Barnett Newman

Barnett Newman’s Broken Obelisk 1963/67 is powerfully symbolic and acutely political. The monumental sculpture combines the qualities of ancient forms with the geometry of modern architecture and materials. The genesis of the work is traceable through, and runs parallel to, Newman’s painting practice; it is, moreover, closely entwined with his small but impressive sculptural output. The artist’s first three-dimensional work, Here I 1950, forecasts the emphatic vertically of his forms while his final sculptures, Zim Zum I and Zim Zum II 1969, suggest mystic, all-enveloping spaces that expand beyond human scale towards the architectural.[i] Although Newman himself differentiated between the ‘planar’ and ‘volumetric’ problems of his work, he wanted both his paintings and sculpture to ‘give the onlooker a sense of place, a sense of being there’.[ii]

Lucina Ward


[i] Here I (Menil Collection, Houston), Zim Zum I (San Francisco Museum of Modern Art) and Zim Zum II (Kunstsammlung Nordrhein-Westfalen, Dusseldorf).

[ii] Newman, as he stated in a 1966 interview with Washington Post critic Andrew Hudson, considered the elements of his practice quite separately: ‘I do not consider my sculpture to be a three-dimensional equivalent of my paintings. I think the problems are altogether different. Painting is a planar art. Sculpture involves for me the problem of volume. But I hope that both the sculpture and the painting give the onlooker a sense of place, a sense of being there’. Barnett Newman, Barnett Newman: Selected writings and interviews, University of California Press, Berkeley, 1992, p 273.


> _What you should do_:
Each entry below must be given again word for word, with no pictures.
----
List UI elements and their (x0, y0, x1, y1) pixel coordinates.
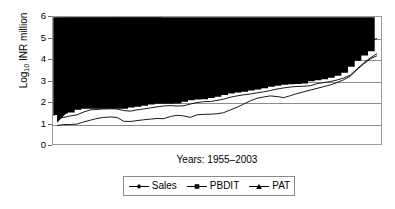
legend-item-pbdit[interactable]: PBDIT (186, 181, 239, 192)
data-series-canvas (53, 17, 382, 145)
legend-item-sales[interactable]: Sales (128, 181, 177, 192)
triangle-marker-icon (248, 181, 270, 192)
legend-label-pbdit: PBDIT (210, 181, 239, 191)
legend-label-sales: Sales (152, 181, 177, 191)
diamond-marker-icon (128, 181, 150, 192)
chart-legend: SalesPBDITPAT (123, 176, 295, 196)
x-axis-title: Years: 1955–2003 (52, 154, 382, 165)
plot-area (52, 16, 382, 145)
chart-figure: Log10 INR million 0123456 Years: 1955–20… (0, 0, 395, 209)
square-marker-icon (186, 181, 208, 192)
legend-label-pat: PAT (272, 181, 290, 191)
legend-item-pat[interactable]: PAT (248, 181, 290, 192)
y-tick-mark-0 (48, 145, 52, 146)
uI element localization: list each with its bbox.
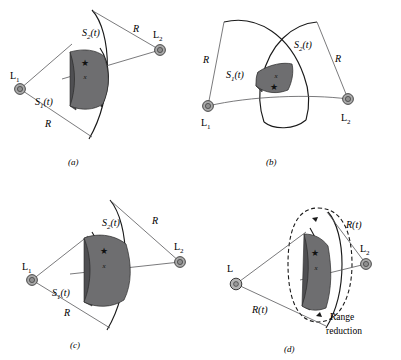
range-label-c-lower: R: [63, 307, 70, 318]
range-label-b-left: R: [202, 54, 209, 65]
field-s1-label-a: S1(t): [35, 96, 54, 110]
target-star-c: ★: [100, 246, 108, 256]
range-label-a-upper: R: [132, 23, 139, 34]
landmark-l2-b[interactable]: [343, 94, 354, 105]
panel-b: x ★ L1 L2 S1(t) S2(t) R R (b): [200, 0, 401, 180]
range-label-a-lower: R: [44, 118, 51, 129]
caption-b: (b): [266, 157, 277, 167]
range-label-b-right: R: [334, 53, 341, 64]
landmark-l2-label-c: L2: [174, 241, 184, 255]
range-reduction-label-line1: Range: [330, 312, 354, 322]
panel-c: ★ x L1 L2 S1(t) S2(t) R R (c): [0, 180, 200, 360]
range-label-d-lower: R(t): [251, 304, 268, 316]
target-star-d: ★: [311, 248, 319, 258]
reduction-arrow-bottom-d: [316, 312, 322, 317]
caption-d: (d): [284, 344, 295, 354]
arc-bottom-b: [264, 120, 306, 128]
range-label-c-upper: R: [151, 215, 158, 226]
landmark-l2-d[interactable]: [361, 259, 372, 270]
landmark-l2-c[interactable]: [175, 257, 186, 268]
reduction-arrow-top-d: [312, 217, 318, 222]
field-s2-label-a: S2(t): [82, 27, 101, 41]
landmark-l1-label-c: L1: [22, 261, 32, 275]
landmark-l-label-d: L: [227, 263, 233, 274]
cone-line-d-top: [236, 232, 306, 284]
landmark-l1-label-b: L1: [201, 117, 211, 131]
landmark-l-d[interactable]: [230, 278, 242, 290]
figure-root: ★ x L1 L2 S1(t) S2(t) R R (a): [0, 0, 401, 360]
landmark-l1-c[interactable]: [27, 275, 38, 286]
cone-line-c-top: [32, 236, 88, 280]
landmark-l2-a[interactable]: [155, 45, 166, 56]
landmark-l2-label-b: L2: [341, 112, 351, 126]
target-star-b: ★: [270, 82, 278, 92]
landmark-l2-label-a: L2: [153, 29, 163, 43]
panel-a: ★ x L1 L2 S1(t) S2(t) R R (a): [0, 0, 200, 180]
landmark-l1-b[interactable]: [203, 101, 214, 112]
landmark-l1-label-a: L1: [10, 70, 20, 84]
caption-c: (c): [70, 340, 80, 350]
range-label-d-upper: R(t): [345, 219, 362, 231]
cone-line-a-top: [20, 44, 72, 89]
landmark-l2-label-d: L2: [360, 243, 370, 257]
range-reduction-label-line2: reduction: [326, 326, 362, 336]
field-s2-label-c: S2(t): [102, 217, 121, 231]
landmark-l1-a[interactable]: [15, 84, 26, 95]
caption-a: (a): [68, 157, 79, 167]
panel-d: ★ x L L2 R(t) R(t) Range reduction: [200, 180, 401, 360]
target-region-a: [70, 50, 108, 109]
target-star-a: ★: [81, 58, 89, 68]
----
> _Task output_:
List UI elements and their (x0, y0, x1, y1) pixel coordinates.
legend-item-pbdit[interactable]: PBDIT (186, 181, 239, 192)
data-series-canvas (53, 17, 382, 145)
legend-item-sales[interactable]: Sales (128, 181, 177, 192)
triangle-marker-icon (248, 181, 270, 192)
legend-label-pbdit: PBDIT (210, 181, 239, 191)
legend-label-sales: Sales (152, 181, 177, 191)
diamond-marker-icon (128, 181, 150, 192)
chart-legend: SalesPBDITPAT (123, 176, 295, 196)
x-axis-title: Years: 1955–2003 (52, 154, 382, 165)
plot-area (52, 16, 382, 145)
chart-figure: Log10 INR million 0123456 Years: 1955–20… (0, 0, 395, 209)
square-marker-icon (186, 181, 208, 192)
legend-label-pat: PAT (272, 181, 290, 191)
legend-item-pat[interactable]: PAT (248, 181, 290, 192)
y-tick-mark-0 (48, 145, 52, 146)
uI element localization: list each with its bbox.
range-label-c-lower: R: [63, 307, 70, 318]
range-label-b-left: R: [202, 54, 209, 65]
field-s1-label-a: S1(t): [35, 96, 54, 110]
target-star-c: ★: [100, 246, 108, 256]
range-label-a-upper: R: [132, 23, 139, 34]
landmark-l2-b[interactable]: [343, 94, 354, 105]
panel-b: x ★ L1 L2 S1(t) S2(t) R R (b): [200, 0, 401, 180]
range-label-a-lower: R: [44, 118, 51, 129]
caption-b: (b): [266, 157, 277, 167]
range-label-b-right: R: [334, 53, 341, 64]
landmark-l2-label-c: L2: [174, 241, 184, 255]
range-reduction-label-line1: Range: [330, 312, 354, 322]
panel-c: ★ x L1 L2 S1(t) S2(t) R R (c): [0, 180, 200, 360]
range-label-d-lower: R(t): [251, 304, 268, 316]
target-star-d: ★: [311, 248, 319, 258]
reduction-arrow-bottom-d: [316, 312, 322, 317]
caption-d: (d): [284, 344, 295, 354]
arc-bottom-b: [264, 120, 306, 128]
range-label-c-upper: R: [151, 215, 158, 226]
landmark-l2-d[interactable]: [361, 259, 372, 270]
landmark-l2-c[interactable]: [175, 257, 186, 268]
reduction-arrow-top-d: [312, 217, 318, 222]
field-s2-label-a: S2(t): [82, 27, 101, 41]
landmark-l1-label-c: L1: [22, 261, 32, 275]
landmark-l-label-d: L: [227, 263, 233, 274]
cone-line-d-top: [236, 232, 306, 284]
landmark-l1-label-b: L1: [201, 117, 211, 131]
landmark-l-d[interactable]: [230, 278, 242, 290]
figure-root: ★ x L1 L2 S1(t) S2(t) R R (a): [0, 0, 401, 360]
landmark-l1-c[interactable]: [27, 275, 38, 286]
cone-line-c-top: [32, 236, 88, 280]
landmark-l2-a[interactable]: [155, 45, 166, 56]
landmark-l2-label-b: L2: [341, 112, 351, 126]
target-star-b: ★: [270, 82, 278, 92]
landmark-l2-label-a: L2: [153, 29, 163, 43]
panel-a: ★ x L1 L2 S1(t) S2(t) R R (a): [0, 0, 200, 180]
landmark-l1-b[interactable]: [203, 101, 214, 112]
landmark-l1-label-a: L1: [10, 70, 20, 84]
caption-c: (c): [70, 340, 80, 350]
range-label-d-upper: R(t): [345, 219, 362, 231]
cone-line-a-top: [20, 44, 72, 89]
landmark-l2-label-d: L2: [360, 243, 370, 257]
range-reduction-label-line2: reduction: [326, 326, 362, 336]
field-s2-label-c: S2(t): [102, 217, 121, 231]
landmark-l1-a[interactable]: [15, 84, 26, 95]
caption-a: (a): [68, 157, 79, 167]
panel-d: ★ x L L2 R(t) R(t) Range reduction: [200, 180, 401, 360]
target-region-a: [70, 50, 108, 109]
target-star-a: ★: [81, 58, 89, 68]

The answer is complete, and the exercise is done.